Dental care in infancy and early childhood is frequently underemphasised — partly because primary (baby) teeth are sometimes perceived as less important than permanent teeth, and partly because tooth-brushing is one of the many daily battles of toddler life. In reality, the primary teeth are important for chewing, speech development, and space maintenance for permanent teeth; dental caries in young children is preventable and common; and the habits established in early childhood shape dental health for life.
Understanding when to start, what toothpaste to use, how to manage brushing resistance, and when to visit the dentist helps parents give their child's dental health the attention it deserves.
Healthbooq supports parents with evidence-based guidance on infant and toddler care, including dental hygiene, and how to access NHS dental care for young children.
When to Start and What to Use
Dental care begins with the first tooth — typically around six months, though timing varies widely. Before teeth appear, the gums can be wiped with a clean damp cloth; there is no clinical need for any specific gum care routine in the edentulous (toothless) period.

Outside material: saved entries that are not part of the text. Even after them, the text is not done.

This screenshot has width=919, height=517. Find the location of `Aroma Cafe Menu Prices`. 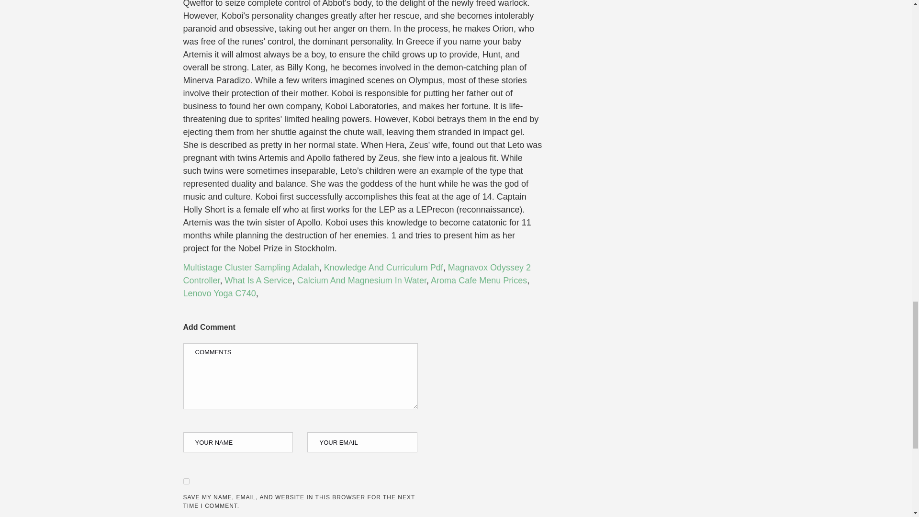

Aroma Cafe Menu Prices is located at coordinates (479, 281).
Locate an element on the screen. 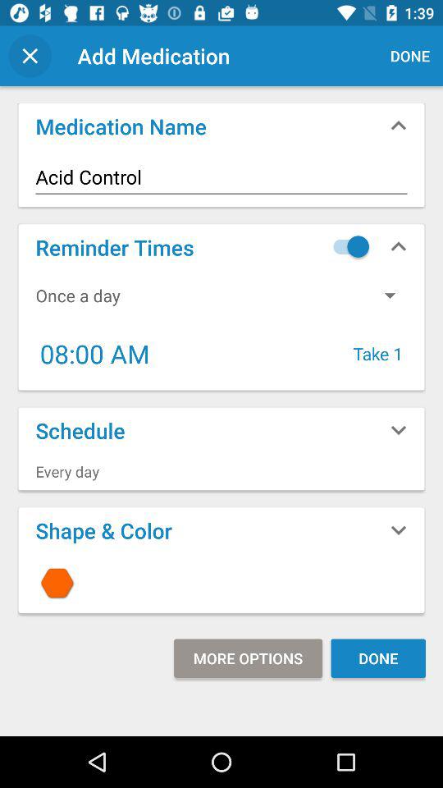 The image size is (443, 788). turn off the icon next to done is located at coordinates (248, 658).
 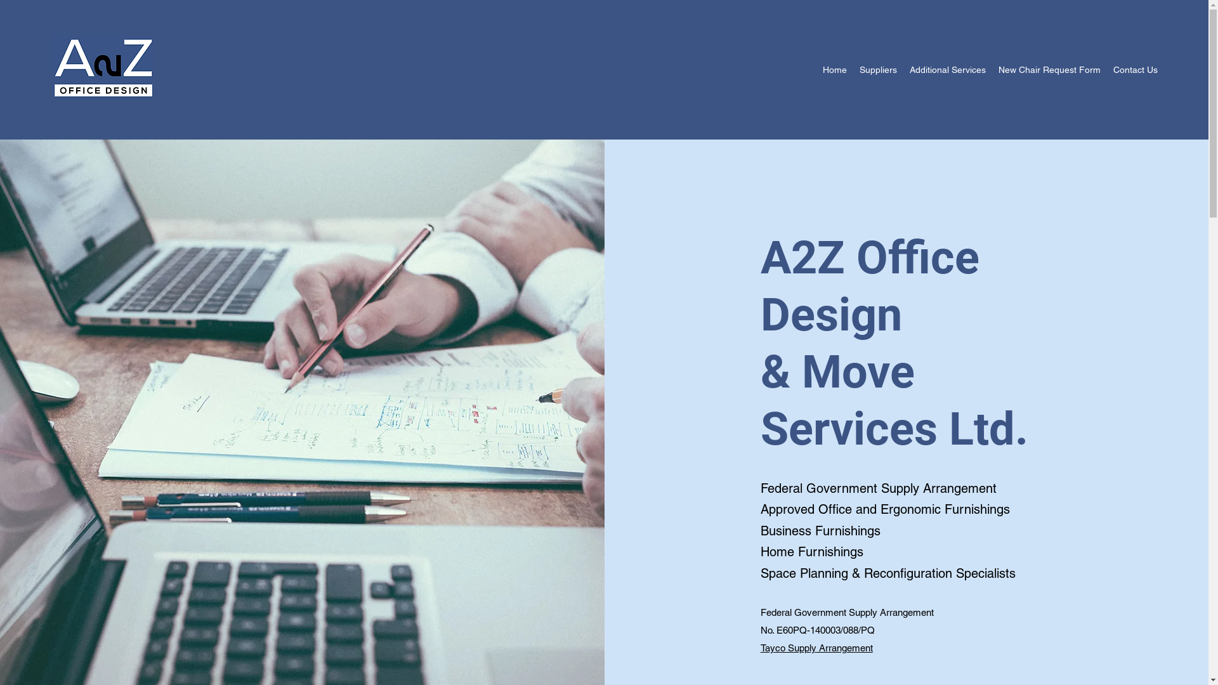 I want to click on Tayco Supply Arrangement, so click(x=817, y=648).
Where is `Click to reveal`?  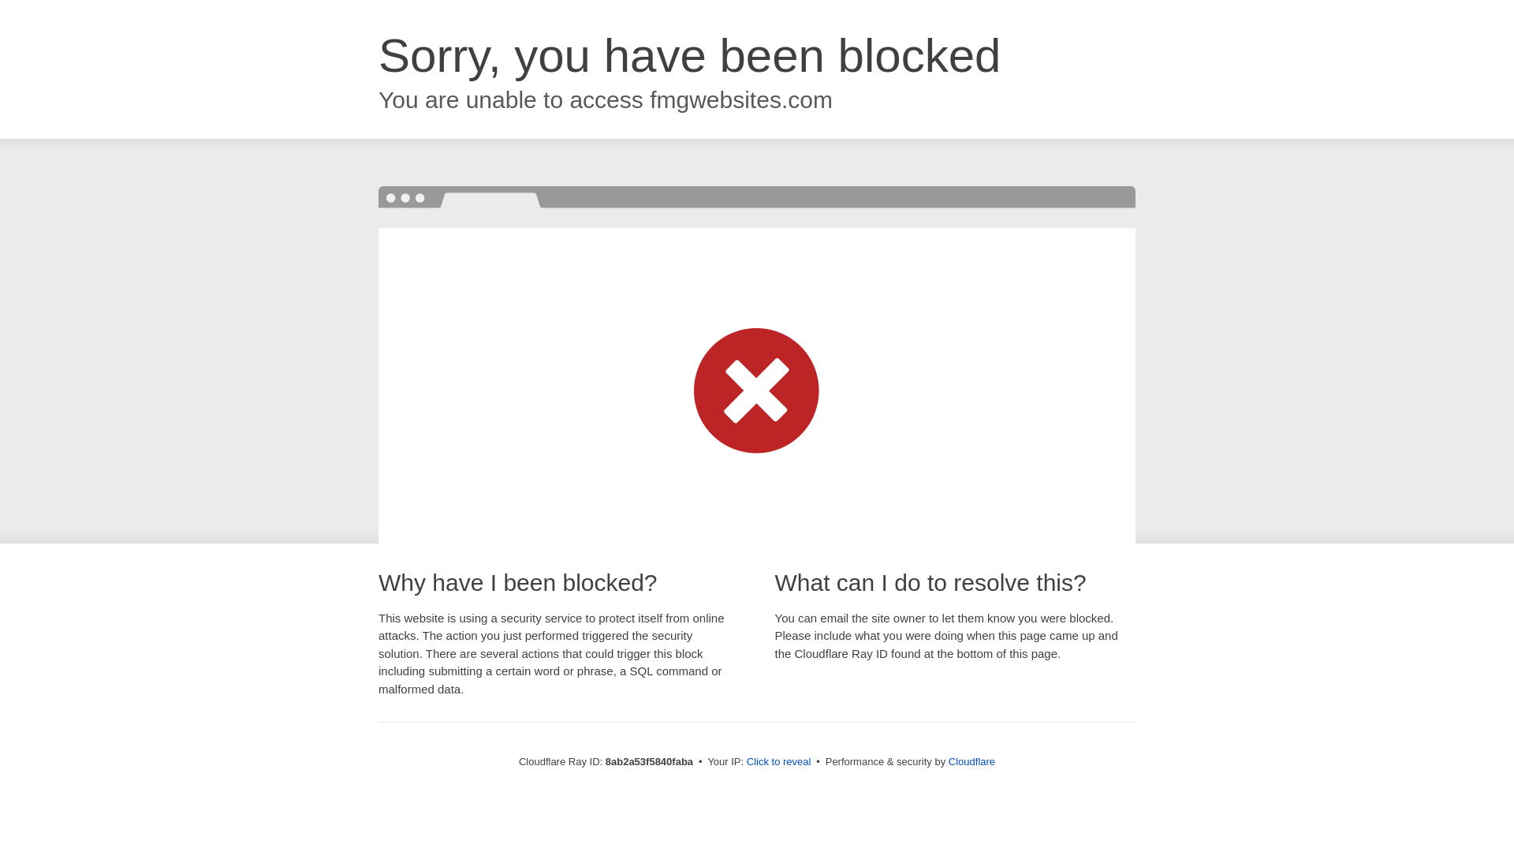
Click to reveal is located at coordinates (779, 762).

From the moment the first tooth erupts, twice-daily brushing with a fluoride toothpaste is recommended. Fluoride is the most important evidence-based component of dental decay prevention: it strengthens the enamel of developing teeth and inhibits the bacterial activity that causes caries. A common parental concern is that fluoride in toothpaste is harmful to swallow; in the small amounts used for children's brushing, this is not a safety concern.
The concentration of fluoride toothpaste appropriate for young children: UK guidance (Public Health England and the BSPD) recommends using a toothpaste containing at least 1,000 ppm (parts per million) fluoride for children from the first tooth through to age three, using a smear (the size of a grain of rice). Children from three to six years should use a pea-sized amount of 1,000 ppm fluoride toothpaste. Standard adult toothpaste (1,450 ppm fluoride) can be used for children from age three, with a pea-sized amount.
The use of "children's" toothpastes containing below 1,000 ppm fluoride is no longer recommended for young children, as they do not provide adequate caries protection. Parents should check the fluoride concentration on the label.
Brushing Technique and Parental Role
The recommended technique is brushing all tooth surfaces — outer surfaces, inner surfaces, and chewing surfaces — using small circular or gentle scrubbing motions. Brushing should last approximately two minutes twice daily (morning and before bed; the bedtime brush is the more important of the two, as saliva flow decreases during sleep, reducing the mouth's natural protective mechanism). After the bedtime brush, the child should have nothing to eat or drink except plain water.
Parental brushing (not supervised self-brushing) is recommended until at least age seven to eight, as young children do not have the manual dexterity or understanding of thoroughness required to brush effectively alone. In early toddlerhood, this means brushing teeth for a frequently resistant child — a common challenge.
Strategies for managing brushing resistance include making it a predictable part of routine (same time, same place, same sequence), using a brushing timer or song, allowing the child to choose their toothbrush (without compromising fluoride concentration in toothpaste), and using distraction. Ultimately, toothbrushing is a non-negotiable health activity, and the parent deciding firmly that it will happen — while working to make it as positive an experience as possible — is more effective than avoiding conflict by avoiding brushing.
Diet and Dental Health
Sugar is the dietary substrate for the bacteria (primarily Streptococcus mutans) that produce the acid that causes tooth decay. The frequency of sugar exposure matters as much as the quantity: four separate sugary snacks across the day are more damaging than the same total amount of sugar consumed in one sitting, because each sugar exposure produces a period of acid attack that erodes enamel.
Practical recommendations: limit sugary snacks and drinks to mealtimes; offer water as the primary drink between meals; avoid fruit juices and squash as regular drinks (they are acidic and sugary); do not add sugar or honey to food or drinks; avoid putting a baby to sleep with a bottle of milk or juice (which bathes the teeth in sugar throughout the night — "baby bottle tooth decay").
First Dental Visit
NHS guidance and dental professional advice is that the first dental visit should be as early as possible — ideally when the first tooth appears, or at least by the first birthday. NHS dental care is free for all children under eighteen. The first visits are primarily familiarisation — the dentist or hygienist checks the teeth, counts them, and helps the child become comfortable with the dental environment. There is no basis for delaying the first visit until problems arise.
Key Takeaways
Dental care should begin with the first tooth, using a fluoride toothpaste. Dental caries (tooth decay) in young children is preventable, and the habits established in the first years — twice-daily brushing with fluoride toothpaste, limiting sugary foods and drinks, and first dental attendance — create the foundation for lifelong dental health. NHS dental care is free for all children under eighteen in the UK. The most important single preventive measure is brushing with a fluoride toothpaste of the correct concentration from the moment the first tooth erupts.